Top diplomats including Boris Johnson have heralded Otto Schiff's work saving victims of persecution during the Shoah

Boris Johnson speaking a the foreign office during the Holocaust Memorial Day event
Boris Johnson speaking a the foreign office during the Holocaust Memorial Day event

Senior diplomats have paid tribute to a British banker and philanthropist who helped save 12,000 German and Austrian Jews from the Nazis at an event in London on Tuesday, ahead of Holocaust Memorial Day.

Otto Schiff, who died in 1952, was honoured with a British Hero of the Holocaust Award at a commemoration service at the Foreign Office.

Schiff, who was born into a well-known banking family in Frankfurt in 1875, emigrated to Britain where he lived in Mayfair and worked as a partner at a merchant banking firm with close ties to both British and German Jewry.

He first began helping Jewish refugees during the First World War, when the invasion of Belgium by Germany in 1914 caused large numbers of Belgians, including Jews, to flee to Britain.

In 1922 he became president of the Jews’ Temporary Shelter and a decade later he founded both the Jewish Refugees Committee and the Central British Fund for German Jewry, which later became WJR.

Boris Johnson speaking with the Chief Rabbi a the foreign office during the Holocaust Memorial Day event

Between them, these two organisations saved the lives of tens of thousands of Jews from the hands of the Nazis from 1933 onwards, by making organisational arrangements to bring them to Britain, by helping them financially once here, and helping them find accommodation and employment.
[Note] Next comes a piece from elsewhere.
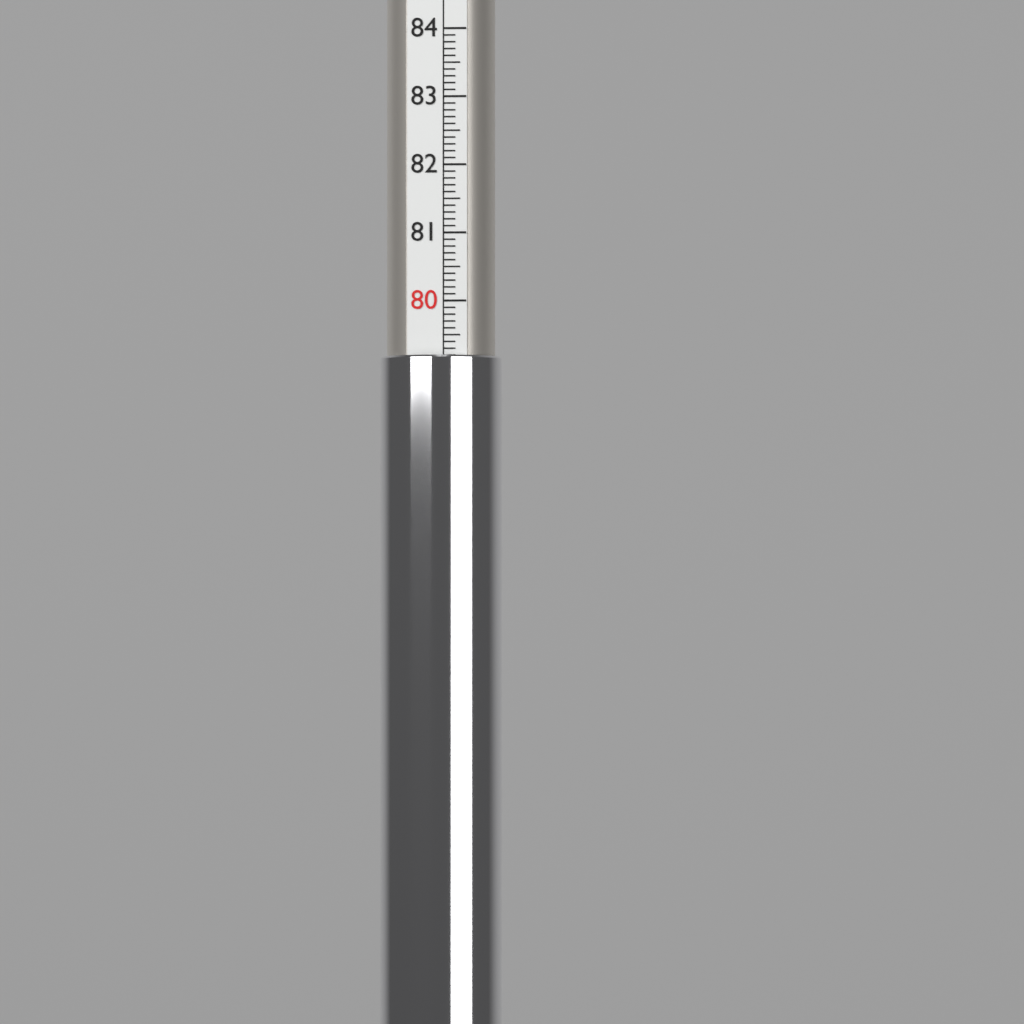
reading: 79.2 (no unit)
Schiff was recognised for his efforts in his lifetime, being awarded a CBE in 1939, and the Association of Jewish Refugees said he “also earned the undying gratitude of Jewish refugees from Nazism” in an article published in 2014.

“Otto is an extremely fitting recipient of the award on this year’s Holocaust Memorial Day,” said Richard Verber, WJR’s head of external affairs: “We were proud to see him honoured and we congratulate his surviving family.”